Michael Miltenberger
Statements in Debates
Thank you, Madam Chair. I thank the Member for his comments. This budget-making is an issue and it’s a process of making choices, of looking at a long list of demands with a finite amount of resources, and we’ve done that again this year. We’ve been on this budget now for about six months collectively, and we’ve tried to capture as much as we can with the funds that are available, and we’re here to have the discussion now about the pieces, the final pieces maybe that need work or that possibly need adjusting.
I appreciate the Member’s comments about the support for the projects. The liquid...
Thank you, Madam Chair. I appreciate the Member’s comments and his ongoing attention to content and detail.
With regard to being more in debt, I would just point out once again, if you put us on a national comparative scale, we are one of the best managed and best run jurisdictions in the country with our debt to GDP ratio and the amount of interest to revenue that we are paying to service our debt. Most of our debt is self-liquidating.
We actually have about $150-some million or $180 million of actual debt that’s not, at this point, self-liquidating. We made a conscious point during extremely...
Thank you, Mr. Chairman. There are three that are staffed, one is vacant. So there’s four total. Three staffed, one vacant and none of the incumbents have indicated they’re prepared to move; therefore, they will go on to the government’s Affected Employee Program. Thank you.

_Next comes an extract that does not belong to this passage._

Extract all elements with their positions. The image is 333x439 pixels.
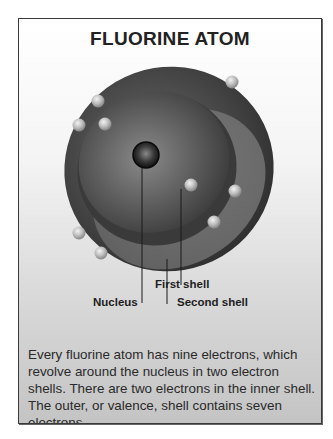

Thank you, Madam Chair. The Member raises a concern that we should be putting more money into social programs, specifically health and social services. When I was Health Minister for five and a half years, I made the comment repeatedly that if you doubled the budget of health care, we’d be back within a year or a year and a half saying we need more to do all things for all people. I don’t think, looking to the fact that other jurisdictions are spending 40 to 45 percent of every dollar on health care, not social services, not housing, not anything else, is a sign of success. The reality is...
The Premier and Cabinet provided direction to the government from two departments to go back to their organizations and look at what could possibly be decentralized, and in a meaningful way that cohesive units or positions that would make sense that could easily function outside of Yellowknife. The BIP office was one of the suggestions brought forward. Some of the other departments were holding off pending the outcome of decentralization, for example. ENR and ITI, for example, are heavily caught up in that they go over land and water and resource development. So those will be looked at later...
Yes, Madam Chair.
Thank you, Mr. Speaker. I’d like to recognize Mr. Chuck Tolley and his wife, Mrs. Muriel Tolley, and one of their pride and joys, young James Tolley, who has the hard job of looking after me as my executive assistant. Welcome to the Assembly.
Thank you, Mr. Speaker. I wish to table the following document, entitled Northwest Territories Main Estimates, 2013-2014. Thank you, Mr. Speaker.
Thank you, Mr. Speaker. This Assembly started with a four-year budget plan, the first two years focussing on fiscal discipline to build our cash reserve in order that in the final two years we would have an enhanced infrastructure budget. The budget presented today is the second budget of the 17th Legislative Assembly and represents a cooperative approach, enabling us to meet the objectives of our four-year plan.
We have been consistent in our message that the government’s fiscal plan must include operating surpluses to fund infrastructure and pay down short-term debt. While we are prepared to...
Thank you, Mr. Speaker. It gives me great pleasure to be able to introduce a constituent and friend from Fort Smith, Mr. Keith Hartery, visiting and contemplating becoming a nursing student to add further to his service in the North. Welcome. Thank you.